Chinook’s new leader spearheads fight for recognition

LONGVIEW — Every day for the last three months, the Chinook Indian Nation has addressed a letter to President Barack Obama about a subject that tribal chairman Tony Johnson calls “a matter of life or death.”

“I just can’t say it more strongly than that. We have to fix this problem, and we’ve been working on this problem for over 100 years,” he says from tribal headquarters here along the wide mud flats of Willapa Bay.

Johnson, 44, was speaking of the tribe’s long and frustrating effort to win federal recognition, a task he’s led since his election as tribal chairman in June.

Federal recognition would make 2,700 Chinook nation members eligible for a wide range of federal health, education and other benefits and allow to the tribe to establish a reservation. And there are other reasons, which is why Johnson face reddens and his eyes narrow when he talks about the issue.

The tribe briefly gained recognition in 2001, but the administration of George W. Bush revoked it shortly afterward. In Johnson’s view, the tribe has been robbed of its rights to fish and hunt in its native land. He laments the fact that his five children don’t know how to fish, and he remembers tribal elders having to forfeit their fishing cards decades ago.

“This is stuff happening in our own lifetimes. I’m not an old man and yet in my lifetime our rights to fish here were taken away as Indians,” said Johnson, of Raymond.

Before European settlement of the region, the Chinook occupied the Southwest Washington Coast and villages up the Columbia River.

The U.S. Bureau of Indian Affairs always recognized that there was a Chinook Tribe when Captain Robert Gray sailed into the Columbia River in 1792 and when Lewis and Clark reached the Pacific Ocean in 1805. But the bureau originally concluded that the Chinook dispersed in the 19th Century and ceased to function as a political entity after 1855, when the U.S. government failed to get the tribe to sign a treaty, and broke up as a social group after 1880.

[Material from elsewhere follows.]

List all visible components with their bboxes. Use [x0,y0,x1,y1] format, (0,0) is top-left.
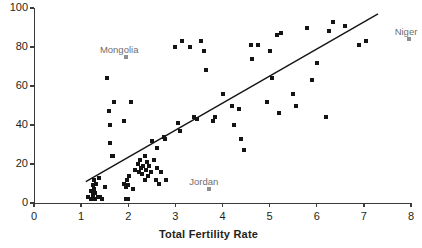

In addition to opposition from the BIA, the Chinook have been opposed by other tribes, particularly the Quinault, who were instrumental in overturning the short-lived 2001 recognition.

Johnson called the tribe’s lack of status a “fluke of fate” and a mistake.

“This can happen with the stroke of a pin, so really if people want it to happen it’ll happen,” he said.

Johnson’s roots as a Chinook run deep. He was only four months old when he enrolled in the tribe. His father, Gary Johnson, formerly served as tribal chairman. In 1991, young Tony designed the Chinook flag – a red-and-black rendering of a Chinook salmon with the contours of a human face at its center.

Johnson and his wife are sticklers for traditional food. His home is filled with food they gather outside, such as fennel heads and salmonberry chutes. His life revolves around such traditions, whether it’s sipping Indian tea or speaking his native language, and he is perhaps best known for being an educator of Indian traditions.

Jim Sayce, former Washington State Historical Society manager, said Johnson has an innate ability to understand Chinook culture.

“He is extraordinarily passionate about the culture of the Chinook, and his life work has been that,” Sayce said.

Aside from being Chinook tribal chairman, Johnson works as the education director for Shoalwater Bay Indian Tribe. His wife, Mechele, is the treasurer of Shoalwater’s tribal council.

Johnson said he grew up learning about Chinook history and culture.

“Current politics of the day were just something in the house, something that was driving us,” he said.

In his late teens, Johnson said he sought out elders with insights into Chinook history. He even took several quarters off throughout college to come home and talk with elders. Though he later earned degrees in metal smithing and anthropology from Central Washington University, Johnson said he learned the most from those in his tribe.

“The time with elders, time with our councils – that I consider to be the most important education I’ve had,” he said.

He sees his leadership role as an extension of something he’s been doing all along – driving a fight for tribal status.

If the Chinook succeed, they’d look for more than hunting and fishing rights. Recognition would help preserve and carry on the tribe’s language and culture, help it build a health clinic and provide drug and alcohol counseling, Johnson said.

“I think everybody knows that Indian country has problems,” Johnson said. “We’ve got every problem of an Indian reservation and none of the means of dealing with it.”

Federal recognition would legally make it possible to erect a casino, but Johnson said that’s not at the forefront of the tribe’s agenda.

“The ability for tribes to have casinos and gaming is something that’s so new in this story of ours, but I think probably around the country there are communities that organized and either got status or are fighting for status expressly around this idea of a business,” he said.

“That causes us a huge amount of grief,” he added. “We hired our first lawyers in the 1890s. This is a history of effort for justice for the community that predates all of that by a century.”

Johnson is optimistic. He said it’s simply a matter of educating the public.

“The reality is that if you really look at it fairly devoid of politics, there’s only one obvious answer,” he said. “They just need to straighten this out, and let Chinook move forward as the federally recognized tribe that we are.”